The RHS Ridgewood Crew team gold medaled in seven events at the Garden State Regatta on April 26. An annual event, the regatta is the Garden State Scholastic Championship and the New Jersey qualifier for those teams that will advance to the Scholastic Rowing Association of America Regatta in May.
The RHS Winter Guard placed in the top 10 in the Mid-Atlantic Indoor Championships in South Brunswick on April 12. This was the team’s first year competing in the advanced-level, Scholastic A class, which includes nationally ranked teams.
BFMS Holds Public Observance of Memorial Day Today May 22
On Thursday, May 22, Benjamin Franklin Middle School will host the second “Evening of Remembrance” in honor of Memorial Day. Students, parents, teachers, veterans — all are welcome to participate. The event will take place in the BFMS Auditorium starting at 7:30 p.m.

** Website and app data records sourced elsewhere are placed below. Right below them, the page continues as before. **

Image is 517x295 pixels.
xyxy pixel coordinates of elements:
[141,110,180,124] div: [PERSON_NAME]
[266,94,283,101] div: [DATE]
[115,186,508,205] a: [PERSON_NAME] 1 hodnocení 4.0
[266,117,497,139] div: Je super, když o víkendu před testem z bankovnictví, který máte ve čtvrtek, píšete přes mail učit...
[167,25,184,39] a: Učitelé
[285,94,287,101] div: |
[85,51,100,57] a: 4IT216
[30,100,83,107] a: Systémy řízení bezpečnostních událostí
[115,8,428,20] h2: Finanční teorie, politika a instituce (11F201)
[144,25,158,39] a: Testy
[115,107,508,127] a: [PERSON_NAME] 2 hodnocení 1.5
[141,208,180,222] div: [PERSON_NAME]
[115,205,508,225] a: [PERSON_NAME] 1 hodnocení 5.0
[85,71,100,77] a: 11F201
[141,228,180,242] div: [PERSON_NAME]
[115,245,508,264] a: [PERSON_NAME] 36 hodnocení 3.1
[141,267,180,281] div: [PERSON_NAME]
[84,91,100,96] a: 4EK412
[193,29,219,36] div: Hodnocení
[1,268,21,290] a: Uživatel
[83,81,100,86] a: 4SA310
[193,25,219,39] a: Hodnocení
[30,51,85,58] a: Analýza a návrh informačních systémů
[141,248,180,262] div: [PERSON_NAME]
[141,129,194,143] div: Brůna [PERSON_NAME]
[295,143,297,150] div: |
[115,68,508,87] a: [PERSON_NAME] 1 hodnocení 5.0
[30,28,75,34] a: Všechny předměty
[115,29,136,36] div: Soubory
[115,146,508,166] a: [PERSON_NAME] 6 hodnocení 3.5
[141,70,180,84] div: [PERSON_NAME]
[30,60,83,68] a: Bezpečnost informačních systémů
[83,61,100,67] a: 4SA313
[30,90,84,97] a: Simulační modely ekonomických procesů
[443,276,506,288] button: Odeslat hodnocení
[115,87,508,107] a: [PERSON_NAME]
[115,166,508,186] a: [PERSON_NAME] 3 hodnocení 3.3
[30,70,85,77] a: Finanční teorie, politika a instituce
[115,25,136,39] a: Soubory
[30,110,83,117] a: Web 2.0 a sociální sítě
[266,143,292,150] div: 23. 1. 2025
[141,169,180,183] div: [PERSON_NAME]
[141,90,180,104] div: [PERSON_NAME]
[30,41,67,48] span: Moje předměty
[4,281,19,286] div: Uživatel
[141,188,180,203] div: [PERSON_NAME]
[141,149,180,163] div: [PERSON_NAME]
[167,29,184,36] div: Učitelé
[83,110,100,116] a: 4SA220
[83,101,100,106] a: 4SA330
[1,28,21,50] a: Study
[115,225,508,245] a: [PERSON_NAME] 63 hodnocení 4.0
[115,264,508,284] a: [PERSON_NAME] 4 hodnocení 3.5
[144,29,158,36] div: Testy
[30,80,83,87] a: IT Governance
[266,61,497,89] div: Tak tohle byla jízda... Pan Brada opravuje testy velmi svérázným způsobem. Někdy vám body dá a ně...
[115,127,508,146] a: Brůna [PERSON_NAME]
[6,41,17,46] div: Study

This year marks the 70th Anniversary of D-Day and the BFMS community will be looking closely at honoring the memory of “The Bedford Boys,” a small Virginia town that lost 19 young men that day. The evening will feature student poems, reflections and a video telling the story of the Bedford Boys. BFMS students will also be decorating luminaries for display that evening. They will also be selling luminaries in honor of veterans and the fallen.
To purchase a luminary in memory of a relative or friend, please send $10 payable to BFMS c/o Mollie Van Horne at Benjamin Franklin Middle School, 335 N. Van Dien Street, Ridgewood, NJ 07450, no later than May 16. The proceeds of the sale of the luminaries will be donated to the Wounded Warrior Project.